Schizophrenia-Linked Genes Leave Developing Brains Vulnerable During Complicated Pregnancies
Schizophrenia-Linked Genes Leave Developing Brains Vulnerable During Complicated Pregnancies
Genetics play an important role in shaping an individual’s risk of schizophrenia, but environmental factors—especially those encountered before birth—may be just as important. New research reported May 28 in the journal Nature Medicine reveals how genetic variants that, on their own, increase schizophrenia risk only slightly, can leave a child’s developing brain more vulnerable to stresses during the mother’s pregnancy, under certain environmental circumstances.

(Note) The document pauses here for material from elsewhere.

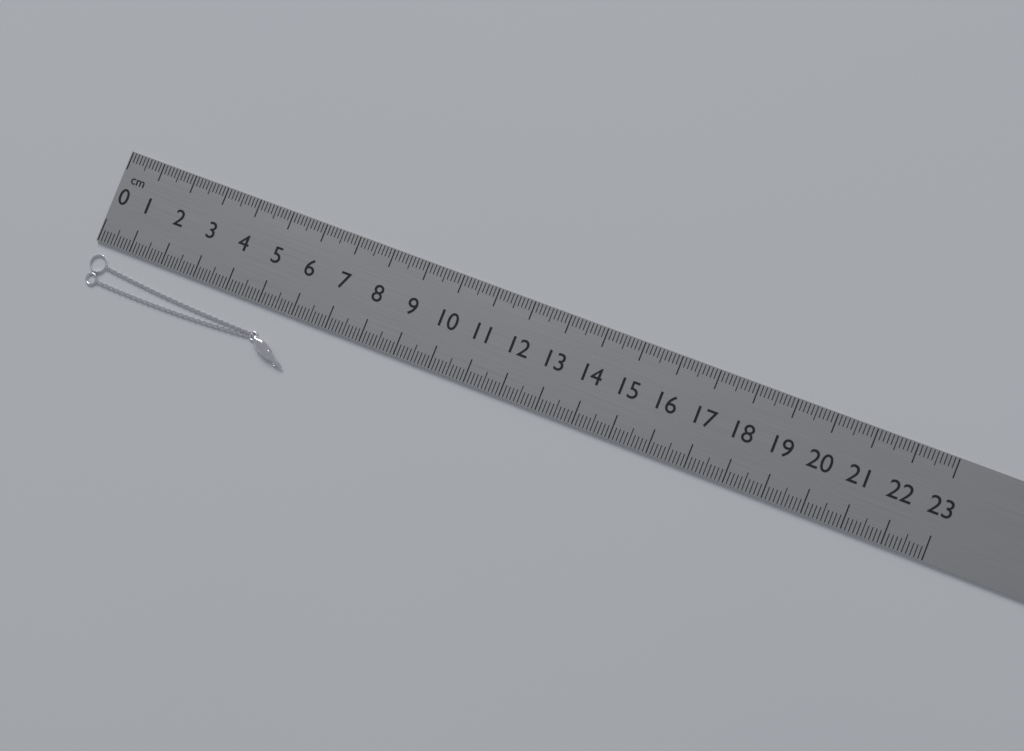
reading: 6.3 cm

The study was led by Scientific Council member Daniel R. Weinberger, M.D., a 2000 and 1990 Distinguished Investigator and 1993 Lieber Prizewinner at Johns Hopkins University. The research team also included Karen Faith Berman, M.D., Scientific Council member, 2014 Distinguished Investigator and a 2000 Independent Investigator; Giuseppe Blasi, M.D., a 2007 Young Investigator; Dan Rujescu, M.D., Ph.D., a 2006 Independent Investigator; and Alessandro Bertolino, M.D., Ph.D., a 2013 Independent Investigator and 1999 Young Investigator.
According to their findings, the placenta is the link between schizophrenia risk genes and these potentially harmful external stresses, which include numerous complications during pregnancy or delivery such as preeclampsia, emergency C-sections, or placental blockage of the birth canal. Many of the genes that have been linked to schizophrenia are active in the placenta and become even more active when these complications arise, the researchers found.

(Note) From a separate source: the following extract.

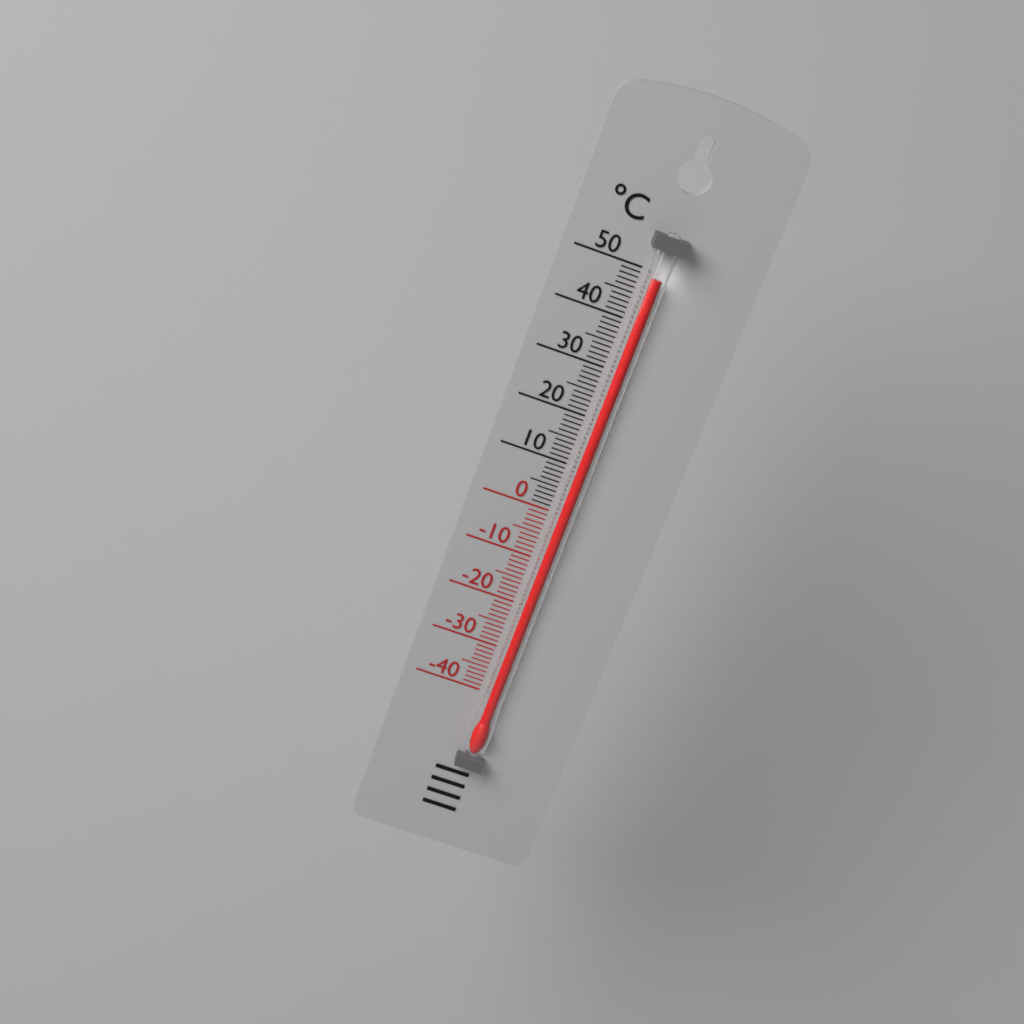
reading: 49 °C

To date, more than 300 genes have been linked to schizophrenia. But in an analysis that included nearly 3,000 individuals, including 2,038 with schizophrenia, Dr. Weinberger’s team found that the illness is uncommon even among people who carry the greatest numbers of schizophrenia-associated genetic variants—unless their mothers had experienced serious complications during pregnancy. Early-life complications amplify a person’s inherited risk for schizophrenia more than 10-fold, they found. The team noted that expression of the schizophrenia risk genes in the placenta was much greater when the gestating fetus was male as opposed to female.
Recognizing this interplay between genetic factors and early-life complications will help researchers better predict who is most likely to develop schizophrenia, the researchers say, and may help explain the greater incidence of schizophrenia in males. It also suggests that managing placental health might reduce the risk of psychiatric illness later in life.